━━━━━ Entries shown ━━━━━
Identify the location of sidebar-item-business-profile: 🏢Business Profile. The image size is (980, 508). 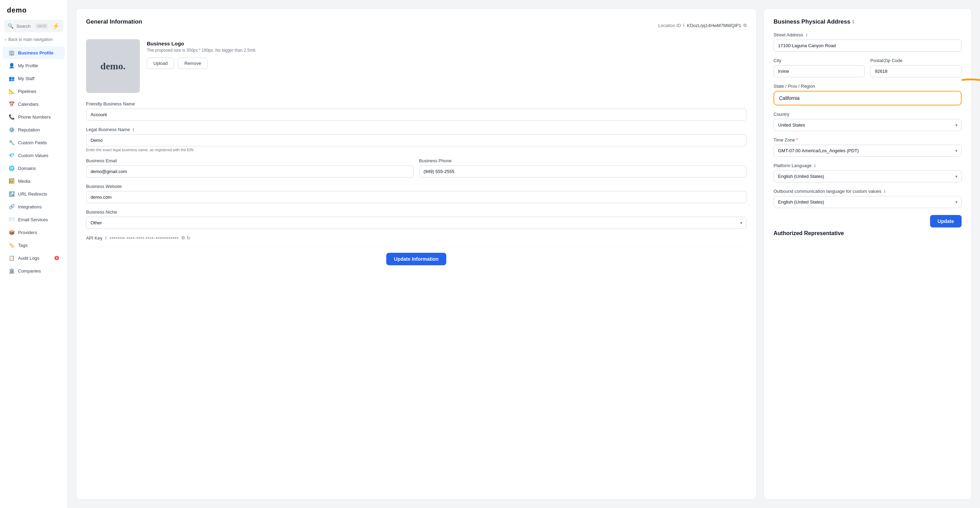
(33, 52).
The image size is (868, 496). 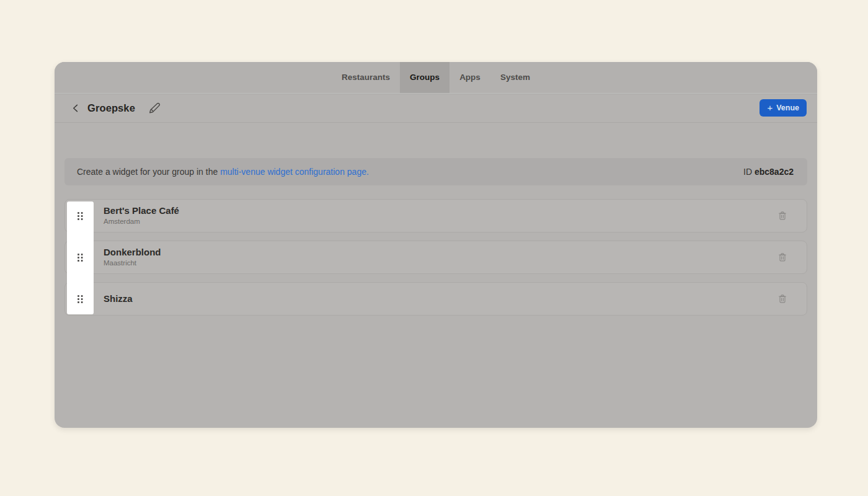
━━━━━
━━━━━ Entries shown ━━━━━
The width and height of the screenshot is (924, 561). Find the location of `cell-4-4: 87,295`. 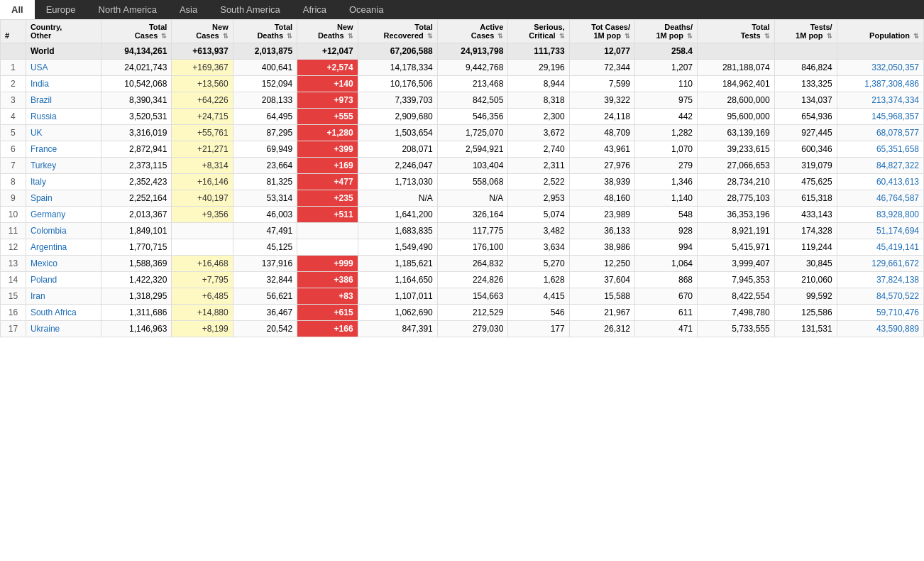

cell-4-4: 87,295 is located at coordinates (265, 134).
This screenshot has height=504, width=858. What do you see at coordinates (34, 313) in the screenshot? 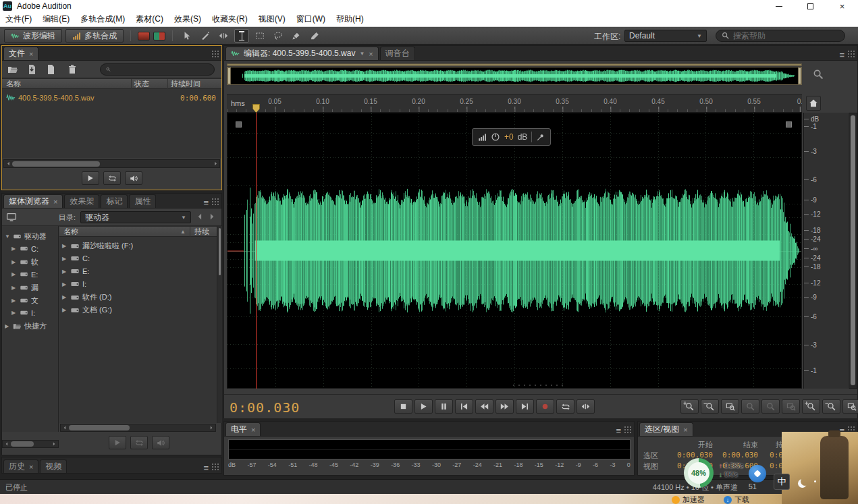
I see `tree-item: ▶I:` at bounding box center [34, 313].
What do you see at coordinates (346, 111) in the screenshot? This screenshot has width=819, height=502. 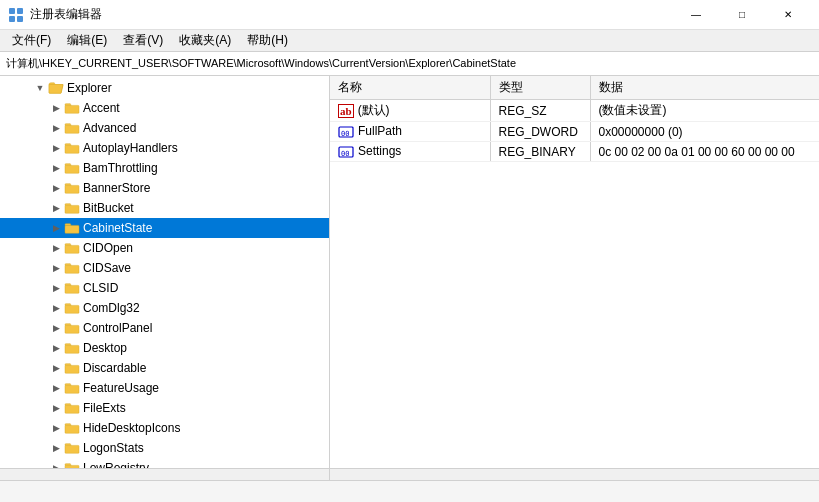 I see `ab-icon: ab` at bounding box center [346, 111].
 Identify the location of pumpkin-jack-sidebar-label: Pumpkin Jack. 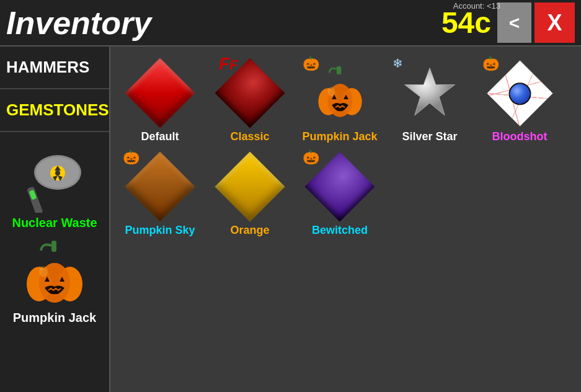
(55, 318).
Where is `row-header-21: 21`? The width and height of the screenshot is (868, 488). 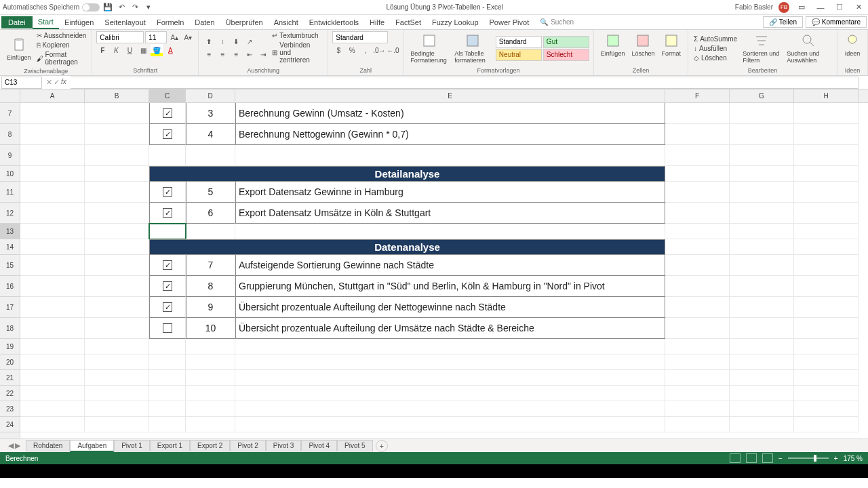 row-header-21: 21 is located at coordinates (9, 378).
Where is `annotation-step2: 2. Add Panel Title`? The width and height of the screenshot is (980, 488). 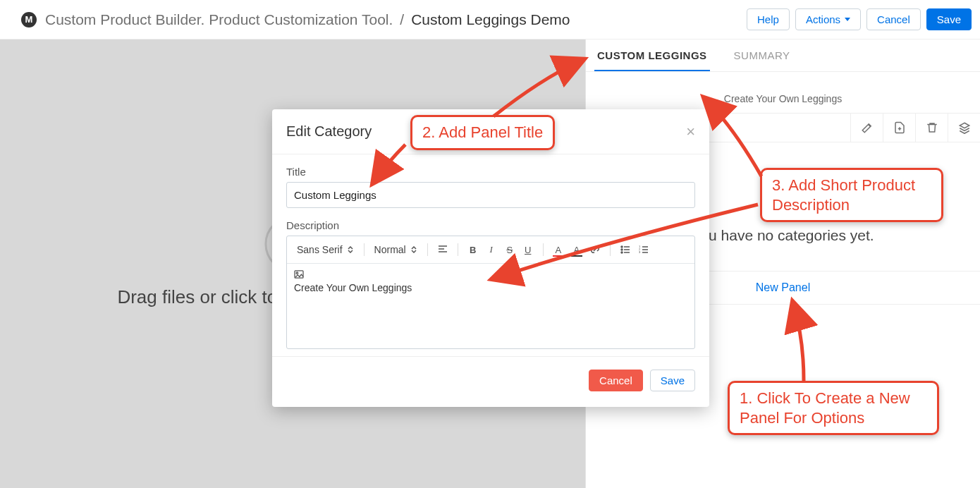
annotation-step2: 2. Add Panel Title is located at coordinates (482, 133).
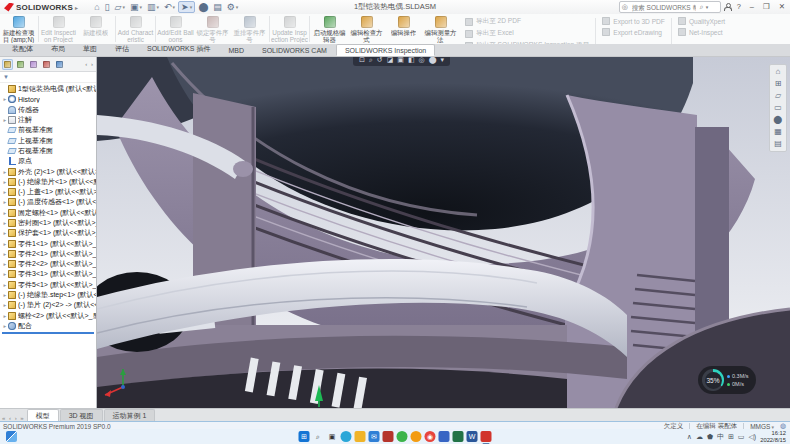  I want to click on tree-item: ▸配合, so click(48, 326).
━━━━━
- [What this task involves] Print nothing but the lines above starting with the line that contains "is (980, 508)." and going on through the line that contains "The image size is (868, 496).". Leave out the pictures.

- [Task solution]
Identify the location of sidebar-item-business-profile: 🏢Business Profile. The image size is (980, 508). 
(33, 52).
The image size is (868, 496). 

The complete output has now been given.